[Cryptography] "Home router warning: They're riddled with known flaws and run ancient, unpatched Linux"

Tom Mitchell mitch at niftyegg.com
Sat Jul 11 14:19:51 EDT 2020


On Sat, Jul 11, 2020 at 8:00 AM Henry Baker <hbaker1 at pipeline.com> wrote:

> At 09:31 PM 7/10/2020, Christian Huitema wrote:
> >Is there a build for the rasp Pi -- or any other hardware -- that is
> specially tuned for this scenario?
>
> Sort of.
>
> There is a build of OpenWRT for the RPi4 ('nightly' -- i.e., it works
> fine, but isn't quite as stable as for the other RPi models

....

> tutorials available for how to make almost any Linux box into a router.
>
> There are 64-bit builds of Linux for the RPi4 which take even better
> advantage of its performance; these also require similar configuration to
> become a router.
>
....

> The RPi4 has a number of USB ports which can be converted into Ethernet
> ports with suitable adapters; make sure your RPi4 USB power supply provides
> enough power (this is not quite as easy as one would like -- you should
> probably *measure* the USB power requirements for each device),


The Pi-zero-w is fun and crazy inexpensive.

Not a router but local services, NTP, DNS, ssh in, even vpn.
Each simple activity can be run in isolation tested then migrated
to another box (should mention Intel NUC).

Backup and redundancy gets important.

It may be turtles all the way down but they do not need to be the same
species.

The Pi is intended to be educational.  In that regard it is a success.

The Pi-4 now with 4 or 8GB of RAM and a USB C power connector is
sufficiently interesting for more.
An Intel NUC has still more gumption.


Only a number is wanted: how many lines in the listing contain the word "text"?

--- START ---

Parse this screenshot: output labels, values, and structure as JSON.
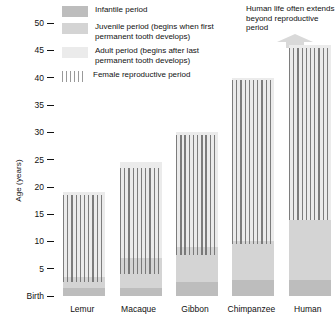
{
  "chart_data": {
    "type": "bar",
    "title": "",
    "xlabel": "",
    "ylabel": "Age (years)",
    "ylim": [
      0,
      52
    ],
    "grid": false,
    "legend_position": "top-left",
    "y_ticks": [
      {
        "value": 50,
        "label": "50"
      },
      {
        "value": 45,
        "label": "45"
      },
      {
        "value": 40,
        "label": "40"
      },
      {
        "value": 35,
        "label": "35"
      },
      {
        "value": 30,
        "label": "30"
      },
      {
        "value": 25,
        "label": "25"
      },
      {
        "value": 20,
        "label": "20"
      },
      {
        "value": 15,
        "label": "15"
      },
      {
        "value": 10,
        "label": "10"
      },
      {
        "value": 5,
        "label": "5"
      },
      {
        "value": 0,
        "label": "Birth"
      }
    ],
    "categories": [
      "Lemur",
      "Macaque",
      "Gibbon",
      "Chimpanzee",
      "Human"
    ],
    "series": [
      {
        "name": "Infantile period",
        "values": [
          1.5,
          1.5,
          2.5,
          3.0,
          3.0
        ]
      },
      {
        "name": "Juvenile period",
        "values": [
          2.0,
          5.5,
          6.5,
          7.0,
          11.0
        ]
      },
      {
        "name": "Adult period",
        "values": [
          15.5,
          17.5,
          21.0,
          30.0,
          32.0
        ]
      }
    ],
    "totals": [
      19,
      24.5,
      30,
      40,
      46
    ],
    "female_reproductive_period": [
      {
        "category": "Lemur",
        "start": 2.5,
        "end": 18.5
      },
      {
        "category": "Macaque",
        "start": 4.0,
        "end": 23.5
      },
      {
        "category": "Gibbon",
        "start": 7.5,
        "end": 29.5
      },
      {
        "category": "Chimpanzee",
        "start": 9.5,
        "end": 39.5
      },
      {
        "category": "Human",
        "start": 14.0,
        "end": 45.5
      }
    ]
  },
  "axis": {
    "y_title": "Age (years)"
  },
  "legend": {
    "items": [
      {
        "swatch": "infantile",
        "label": "Infantile period"
      },
      {
        "swatch": "juvenile",
        "label": "Juvenile period (begins when first permanent tooth develops)"
      },
      {
        "swatch": "adult",
        "label": "Adult period (begins after last permanent tooth develops)"
      },
      {
        "swatch": "reproductive",
        "label": "Female reproductive period"
      }
    ]
  },
  "annotation": {
    "text": "Human life often extends beyond reproductive period",
    "icon": "up-arrow-icon"
  },
  "colors": {
    "infantile": "#bdbdbd",
    "juvenile": "#d4d4d4",
    "adult": "#ebebeb",
    "reproductive_hatch": "#696969",
    "text": "#111111",
    "background": "#ffffff"
  }
}
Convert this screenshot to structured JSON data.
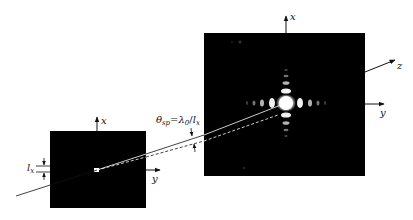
{
  "diagram": {
    "type": "single-slit / aperture Fraunhofer diffraction schematic",
    "colors": {
      "background": "#ffffff",
      "screen": "#000000",
      "line": "#111111",
      "beam": "#ffffff",
      "spot": "#ffffff"
    },
    "source_plane": {
      "axes": {
        "x_label": "x",
        "y_label": "y"
      },
      "aperture_size_label_main": "l",
      "aperture_size_label_sub": "x"
    },
    "far_field_plane": {
      "axes": {
        "x_label": "x",
        "y_label": "y",
        "z_label": "z"
      }
    },
    "angle_label": {
      "theta": "θ",
      "theta_sub": "sp",
      "equals": "=",
      "lambda": "λ",
      "lambda_sub": "0",
      "slash": "/",
      "l": "l",
      "l_sub": "x"
    }
  }
}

--- END ---

* **RESULT OF THE EXERCISE**
2